Wednesday, December 14, 2016

All seated on the ground

Let’s go back to a traditional Christmas carol today. “While Shepherds Watched their Flocks by Night”, about the annunciation of the Nativity to the shepherds, dates from the turn of the 18th Century, and has been set to different music down the years.

You might have sung one version in a Christmas pageant. If you’re old enough to have been in institutions that had Christmas pageants. In the US, that version is likely to have been the one using an aria from Handel’s opera Siroe, arranged by Lowell Mason (who gave us “Joy to the World, amongst others).
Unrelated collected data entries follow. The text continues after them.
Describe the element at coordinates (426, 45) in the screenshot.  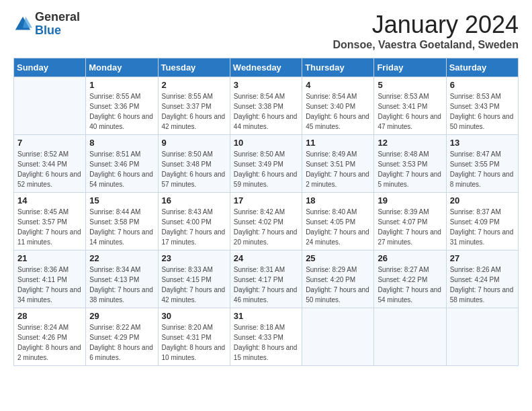
I see `location-title: Donsoe, Vaestra Goetaland, Sweden` at that location.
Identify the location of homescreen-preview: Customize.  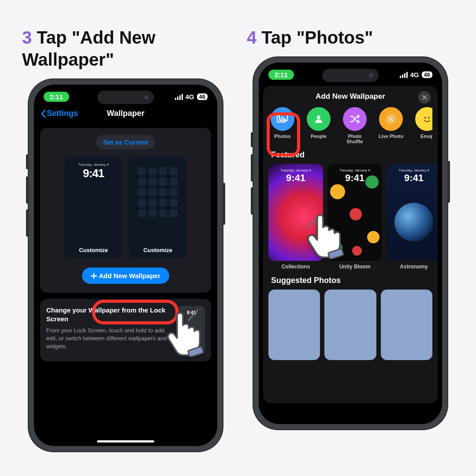
(158, 207).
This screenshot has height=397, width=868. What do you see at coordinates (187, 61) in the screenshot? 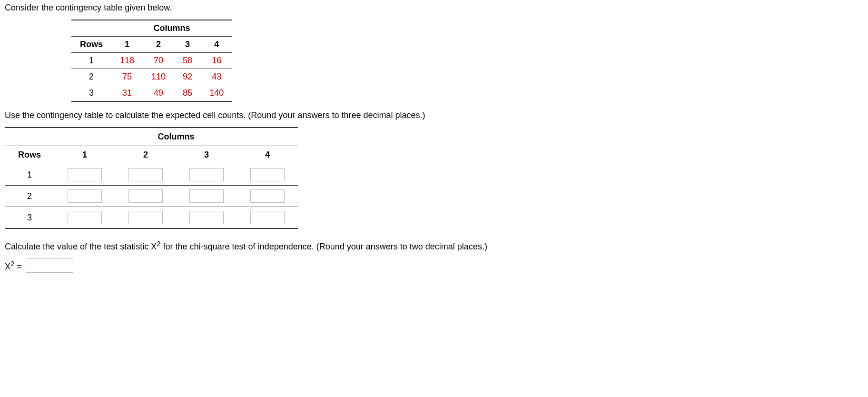
I see `data-cell: 58` at bounding box center [187, 61].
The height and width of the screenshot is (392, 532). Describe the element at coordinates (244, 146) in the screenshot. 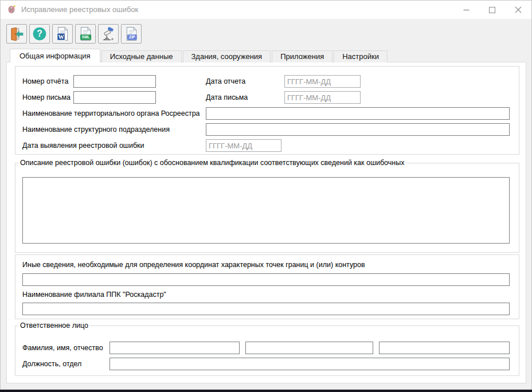

I see `error-detect-date-input` at that location.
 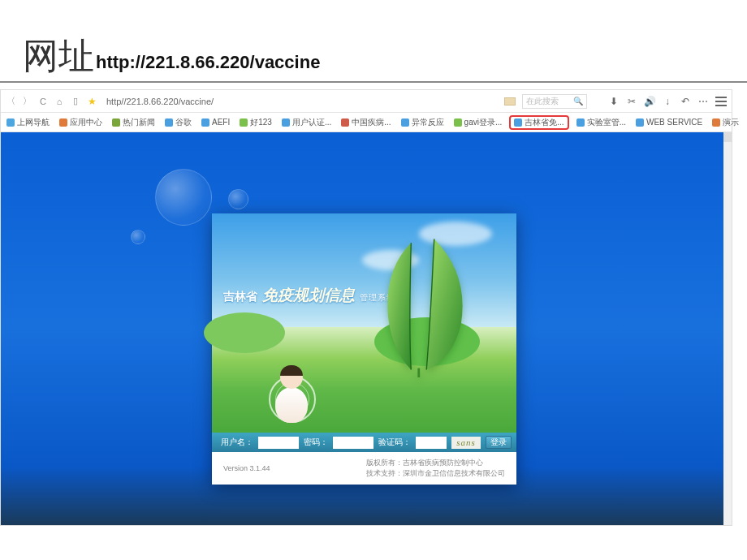 What do you see at coordinates (59, 101) in the screenshot?
I see `home-button: ⌂` at bounding box center [59, 101].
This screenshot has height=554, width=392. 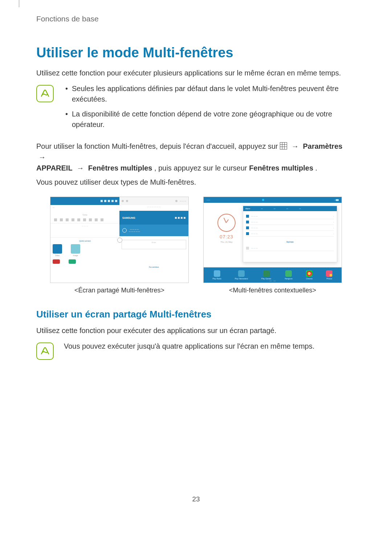 What do you see at coordinates (226, 237) in the screenshot?
I see `fig2-time: 07:23` at bounding box center [226, 237].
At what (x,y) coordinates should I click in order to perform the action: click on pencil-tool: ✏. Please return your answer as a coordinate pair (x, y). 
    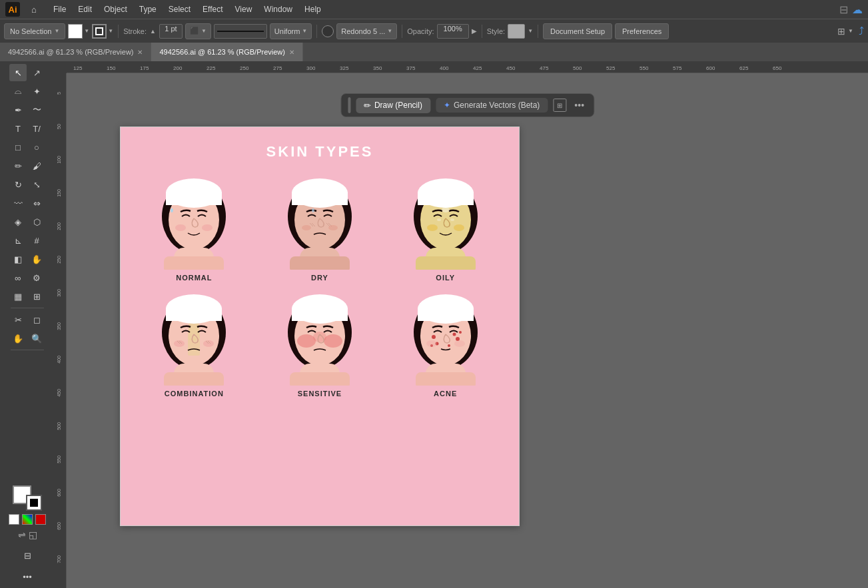
    Looking at the image, I should click on (18, 166).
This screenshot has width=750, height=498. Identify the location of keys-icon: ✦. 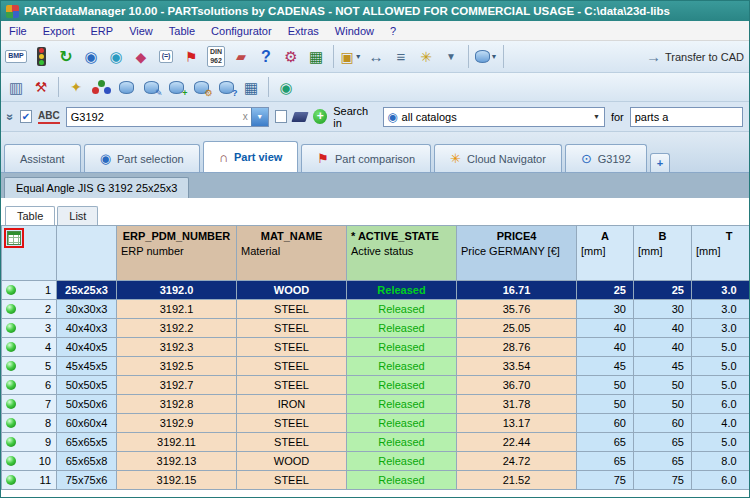
(76, 87).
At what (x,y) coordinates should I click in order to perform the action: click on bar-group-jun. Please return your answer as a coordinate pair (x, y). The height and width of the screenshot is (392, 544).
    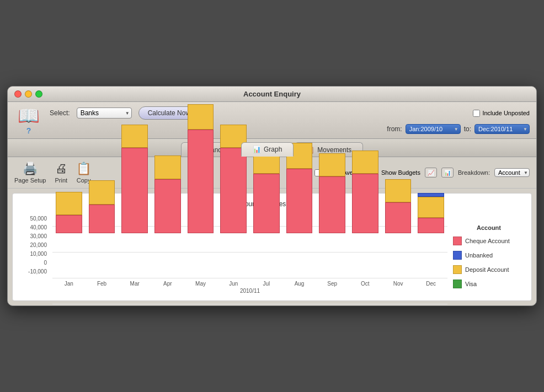
    Looking at the image, I should click on (233, 236).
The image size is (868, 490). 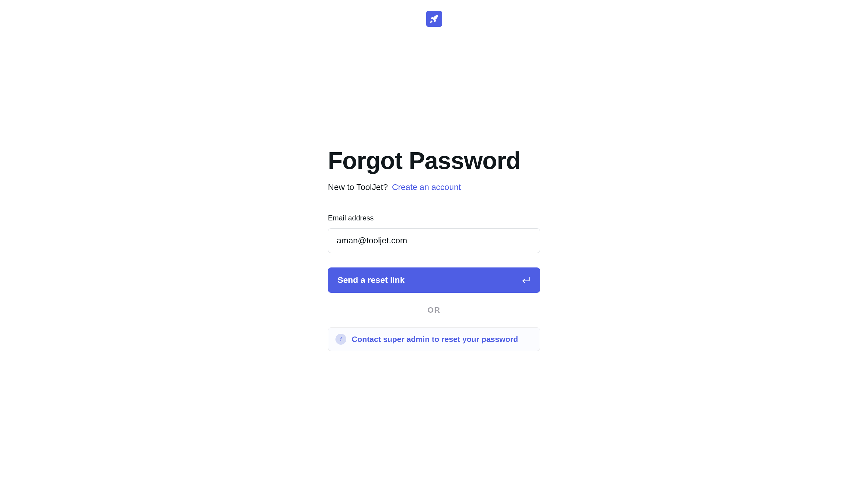 I want to click on forgot-password-form: Forgot Password New to ToolJet? Create a…, so click(x=434, y=249).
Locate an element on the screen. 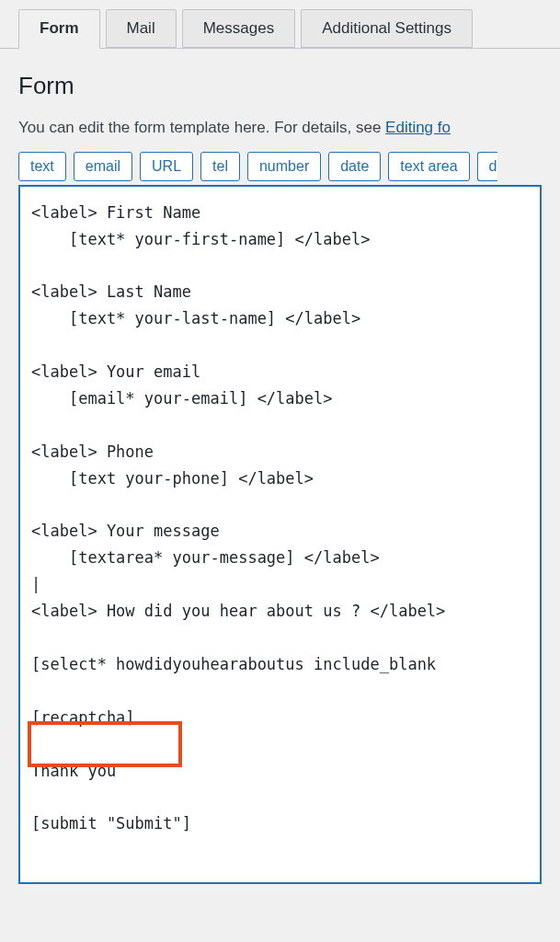 The height and width of the screenshot is (942, 560). tag-btn-tel: tel is located at coordinates (221, 167).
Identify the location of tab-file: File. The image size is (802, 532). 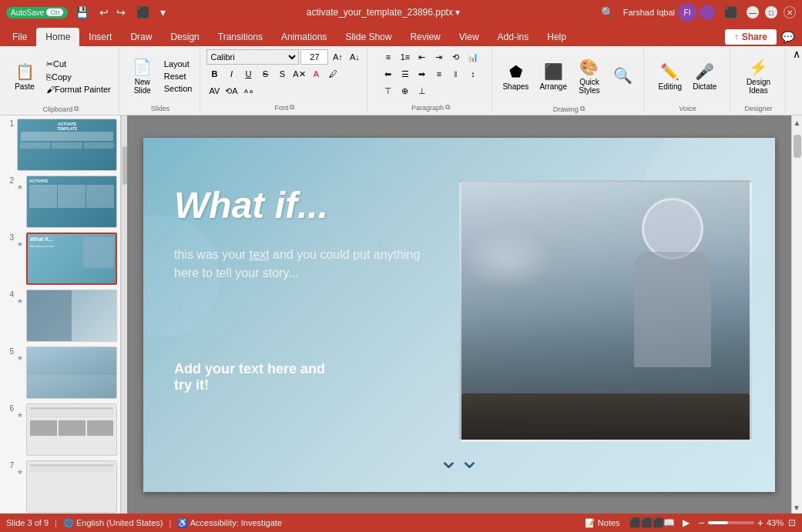
(20, 37).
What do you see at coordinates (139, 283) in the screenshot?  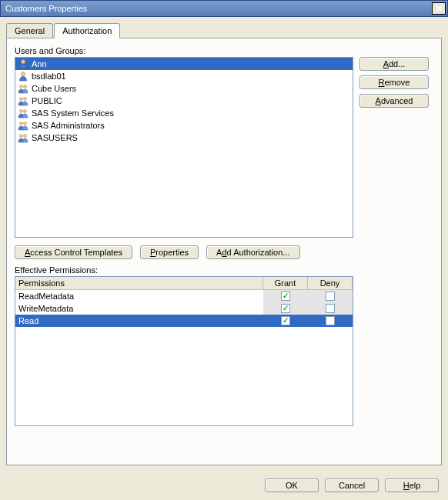 I see `permissions-col-name: Permissions` at bounding box center [139, 283].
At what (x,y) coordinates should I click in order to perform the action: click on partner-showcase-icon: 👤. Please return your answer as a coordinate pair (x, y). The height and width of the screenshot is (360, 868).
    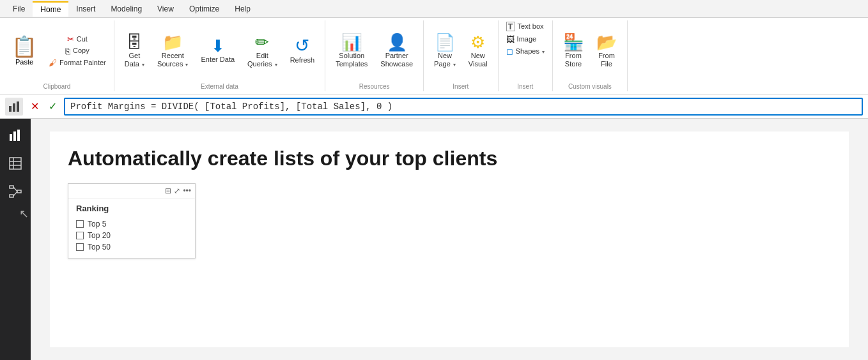
    Looking at the image, I should click on (397, 42).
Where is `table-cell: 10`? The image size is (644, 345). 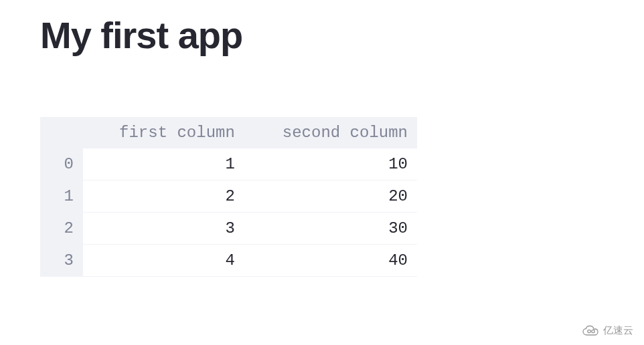 table-cell: 10 is located at coordinates (331, 164).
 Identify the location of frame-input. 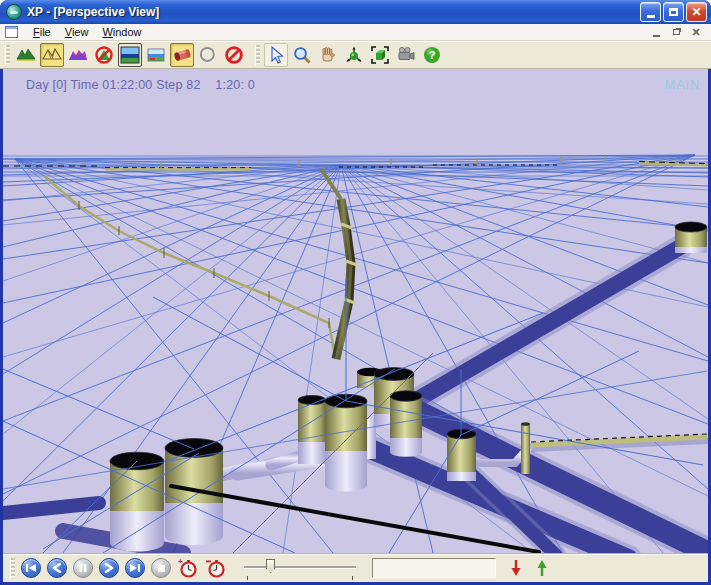
(434, 568).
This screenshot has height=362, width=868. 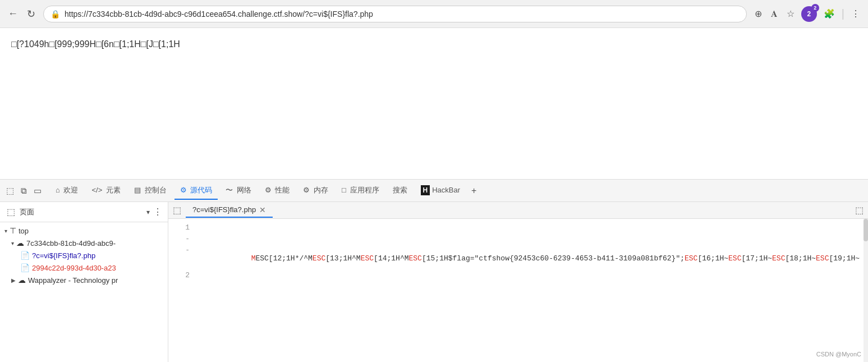 I want to click on code-esc5: ESC, so click(x=691, y=258).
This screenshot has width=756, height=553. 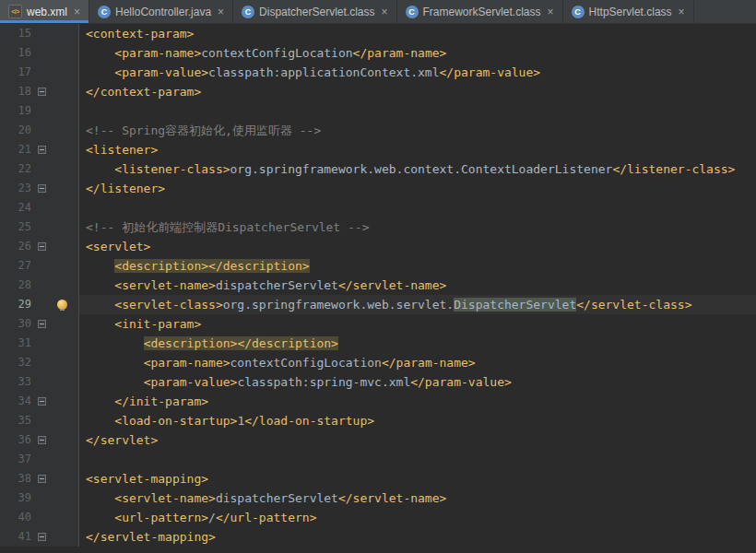 What do you see at coordinates (16, 247) in the screenshot?
I see `line-number: 26` at bounding box center [16, 247].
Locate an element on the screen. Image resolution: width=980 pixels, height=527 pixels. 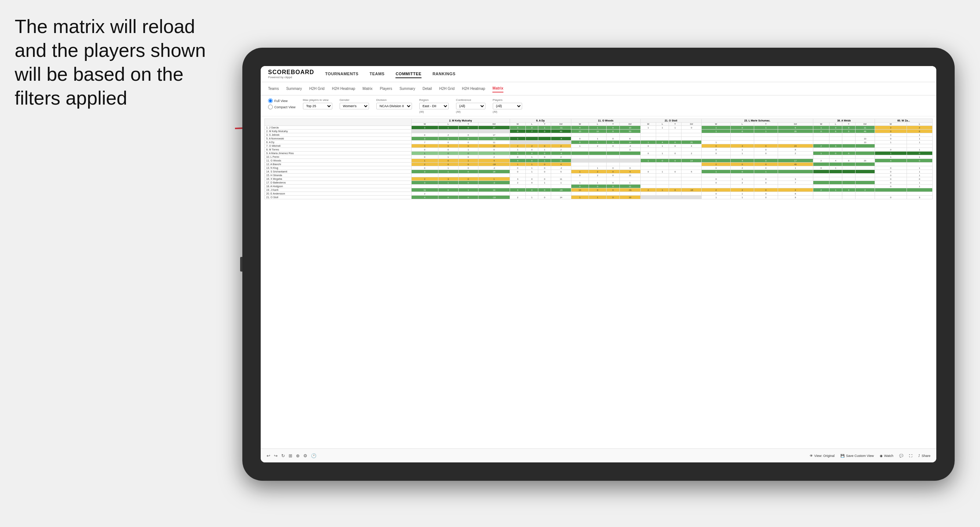
zoom-icon: ⊕ is located at coordinates (298, 456).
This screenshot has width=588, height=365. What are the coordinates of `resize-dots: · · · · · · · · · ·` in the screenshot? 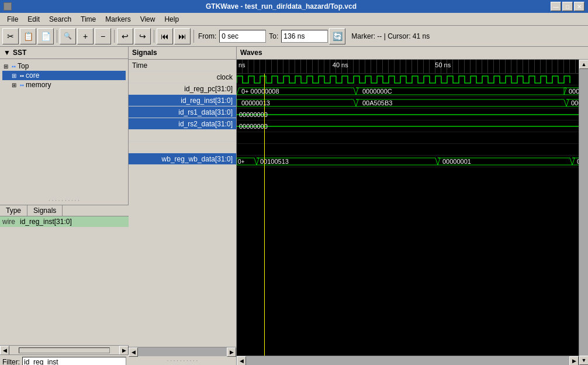 It's located at (64, 200).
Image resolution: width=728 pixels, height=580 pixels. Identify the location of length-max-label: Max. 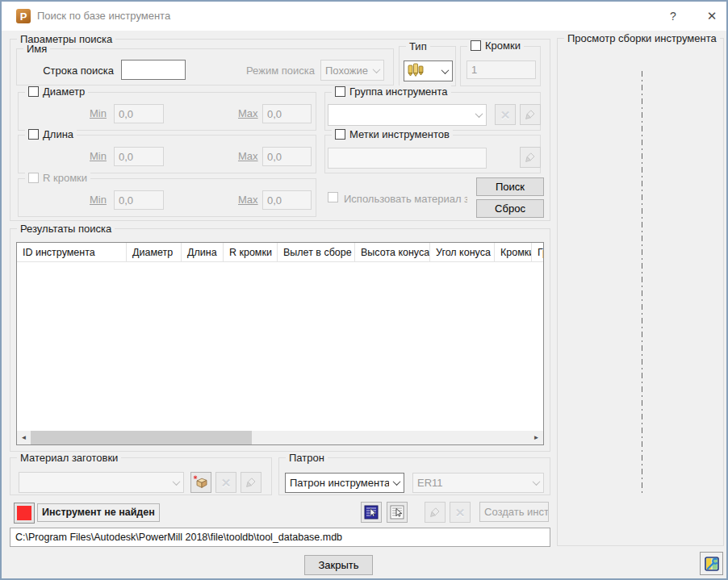
(249, 156).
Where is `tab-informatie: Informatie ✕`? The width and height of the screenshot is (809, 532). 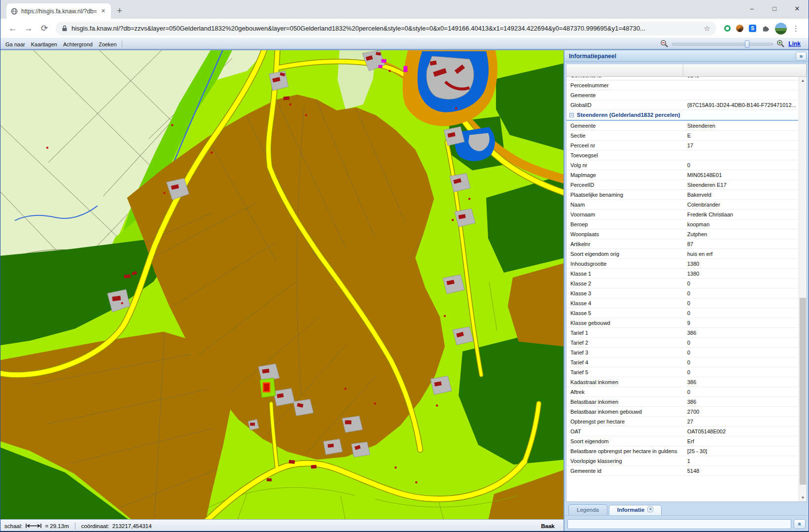
tab-informatie: Informatie ✕ is located at coordinates (635, 510).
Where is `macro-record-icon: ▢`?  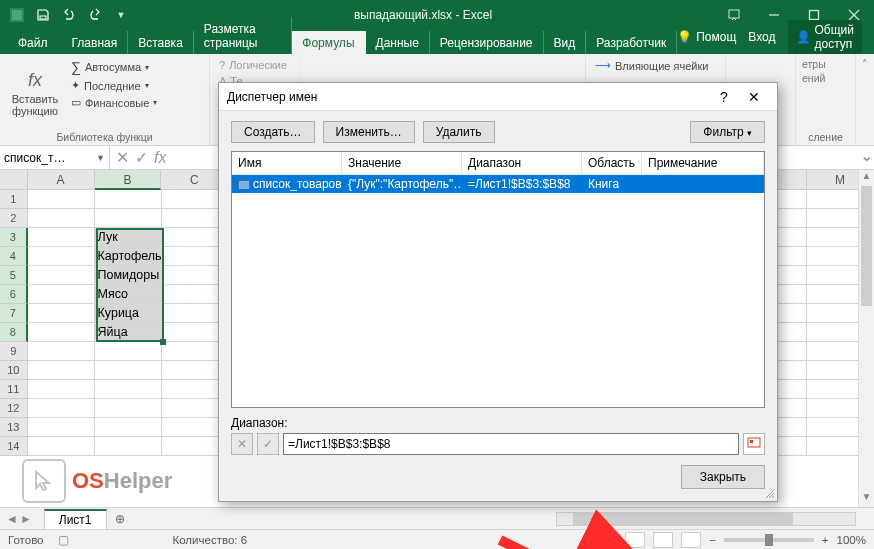
macro-record-icon: ▢ is located at coordinates (64, 540).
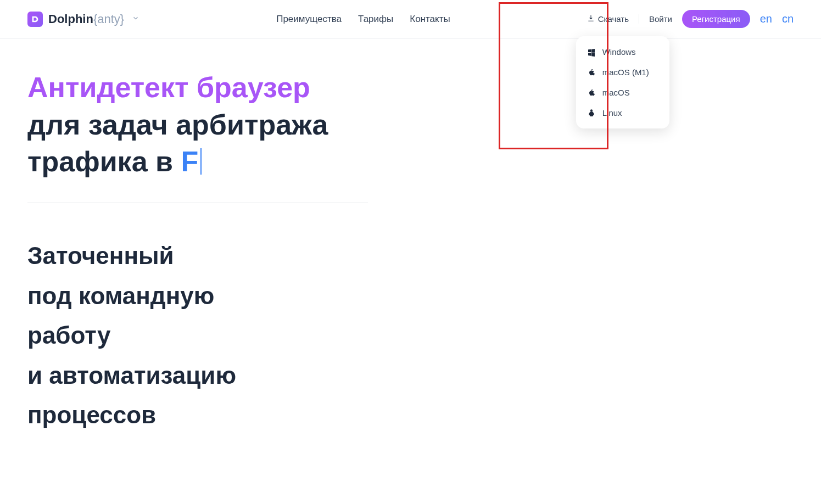 This screenshot has height=504, width=821. Describe the element at coordinates (661, 19) in the screenshot. I see `login-link: Войти` at that location.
That one sounds like this:


(Let me just say that listening to this is a complete blast from the past. I can hear all the little piping city voices trying to understand the concept of shepherds being out at night… “And glo-ry shone around” always sounded like we were drunk. For the record, we were in the third grade, and no, we were not drunk.)

In the UK, however, the prevalent version is set to the hymn known as Winchester Old. You hear it quite often in productions of A Christmas Carol. This is it:


I’ll confess that this Libera choir kind of gives me the creeps. It’s the Cistercian robes, partly—they look like evil ghost monks-in-training. Also, the overproduced sound annoys the spit out of me, but YMMV, so I offer it up in the spirit of ecumenism.